My elder son lives in Jakarta, my younger son in Bangkok and in all the years of visiting them, I am blown away by the culture and beauty of the Indonesian and Thai worlds, and I have a notebook full of unwritten essays. And there is still so much of the world I have not seen, yet every part of this wondrous earth including my backyard is a chapter in the book of human knowledge. So, had I never left Bangladesh I would still have written. Perhaps “Doodlings from Dhaka!”
What inspires you to write?
Many things. A face at a window, a whiff of a familiar perfume, an overheard conversation, a memory, a sublime view…. anything can set the creative machine running. Plus, if I’m angry or sad or joyous or confused, I write. It could become a poem, fiction, or a column.
The writer in me is my inner twin that defines my essential self. I am a contented wife of 52 years of marriage, a mother of two sons, and a grandmother of four grandsons (aged 8-7-6-5). These roles give me joy and help me grow as a human being. But my writer-self continues on its solitary journey of self-actualisation.
Yet, I write not just for myself, I write to communicate with others.
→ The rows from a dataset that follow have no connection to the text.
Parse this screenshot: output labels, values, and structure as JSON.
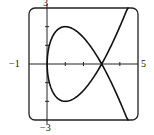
{
  "chart_data": {
    "type": "line",
    "title": "",
    "xlabel": "",
    "ylabel": "",
    "xlim": [
      -1,
      5
    ],
    "ylim": [
      -3,
      3
    ],
    "grid": false,
    "legend": null,
    "tick_labels": {
      "x_min": "−1",
      "x_max": "5",
      "y_max": "3",
      "y_min": "−3"
    },
    "x_ticks": [
      1,
      2,
      3,
      4
    ],
    "y_ticks": [
      -2,
      -1,
      1,
      2
    ],
    "series": [
      {
        "name": "parametric curve x = t^2, y = t^3 - 3t",
        "parametric": {
          "x": "t^2",
          "y": "t^3 - 3t",
          "t_range": [
            -2.11,
            2.11
          ]
        },
        "x": [
          4.45,
          4.0,
          3.61,
          3.24,
          3.0,
          2.56,
          2.25,
          1.69,
          1.44,
          1.0,
          0.64,
          0.36,
          0.16,
          0.04,
          0.0,
          0.04,
          0.16,
          0.36,
          0.64,
          1.0,
          1.44,
          1.69,
          2.25,
          2.56,
          3.0,
          3.24,
          3.61,
          4.0,
          4.45
        ],
        "y": [
          -3.07,
          -2.0,
          -1.16,
          -0.43,
          0.0,
          0.7,
          1.13,
          1.7,
          1.87,
          2.0,
          1.89,
          1.58,
          1.14,
          0.59,
          0.0,
          -0.59,
          -1.14,
          -1.58,
          -1.89,
          -2.0,
          -1.87,
          -1.7,
          -1.13,
          -0.7,
          0.0,
          0.43,
          1.16,
          2.0,
          3.07
        ],
        "color": "#111111"
      }
    ],
    "annotations": []
  }
}
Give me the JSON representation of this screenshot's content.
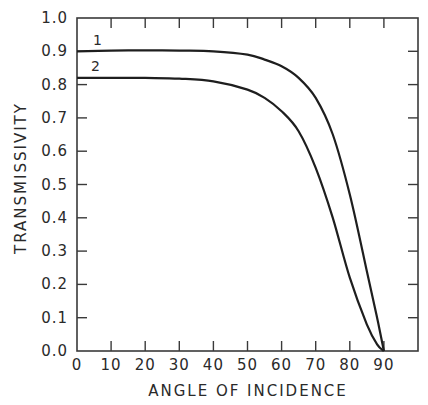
{
  "chart_data": {
    "type": "line",
    "title": "",
    "xlabel": "ANGLE OF INCIDENCE",
    "ylabel": "TRANSMISSIVITY",
    "xlim": [
      0,
      100
    ],
    "ylim": [
      0.0,
      1.0
    ],
    "xticks": [
      "0",
      "10",
      "20",
      "30",
      "40",
      "50",
      "60",
      "70",
      "80",
      "90"
    ],
    "yticks": [
      "0.0",
      "0.1",
      "0.2",
      "0.3",
      "0.4",
      "0.5",
      "0.6",
      "0.7",
      "0.8",
      "0.9",
      "1.0"
    ],
    "grid": false,
    "legend": "inline curve labels",
    "series": [
      {
        "name": "1",
        "x": [
          0,
          10,
          20,
          30,
          40,
          50,
          55,
          60,
          65,
          70,
          75,
          80,
          85,
          88,
          90
        ],
        "values": [
          0.9,
          0.902,
          0.903,
          0.902,
          0.9,
          0.89,
          0.875,
          0.855,
          0.82,
          0.76,
          0.65,
          0.47,
          0.24,
          0.1,
          0.0
        ]
      },
      {
        "name": "2",
        "x": [
          0,
          10,
          20,
          30,
          40,
          50,
          55,
          60,
          65,
          70,
          75,
          80,
          85,
          88,
          90
        ],
        "values": [
          0.82,
          0.82,
          0.82,
          0.818,
          0.81,
          0.785,
          0.76,
          0.72,
          0.66,
          0.55,
          0.4,
          0.22,
          0.08,
          0.02,
          0.0
        ]
      }
    ]
  },
  "colors": {
    "line": "#1e1e1e",
    "axis": "#3a3a3a",
    "background": "#ffffff"
  }
}
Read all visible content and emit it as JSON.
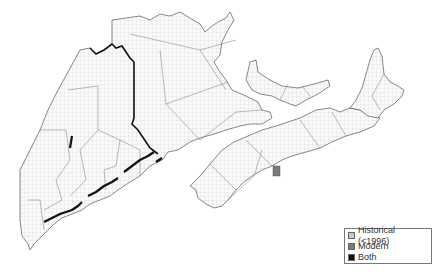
{
  "map": {
    "regions": [
      "Maine",
      "New Brunswick",
      "Prince Edward Island",
      "Nova Scotia",
      "Cape Breton Island"
    ],
    "highlighted_cell": {
      "category": "Modern",
      "location": "Nova Scotia south shore"
    }
  },
  "legend": {
    "items": [
      {
        "label": "Historical (<1996)",
        "color": "#c8c8c8"
      },
      {
        "label": "Modern",
        "color": "#7a7a7a"
      },
      {
        "label": "Both",
        "color": "#111111"
      }
    ]
  }
}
I write to transmit the nuances of my Bengali culture and its complex history to my non-Bengali and foreign readers and students, but more importantly to my own sons, born and brought up in Italy, and my grandchildren, whose mothers (my daughters-in-law) are from multi-cultural backgrounds, one a Chinese, and the other a combination of English, French and Thai. I write also for the younger generation of Bengalis, born or raised abroad, who understand and even speak Bangla, but often cannot read the language, yet are curious about their parents’ world and their own cultural heritage.
What started you on your writerly journey? When did you start writing?
I have always written. As an adolescent, I wrote mostly poetry, and also kept a journal, which I enjoyed reading later. It created out of my own life a story, in which I was a character enacting my every day. It clarified my life for me. Interpreted my emotions, explained my fears and joys, reinforced my hopes and desires. Writing about myself helped me grow.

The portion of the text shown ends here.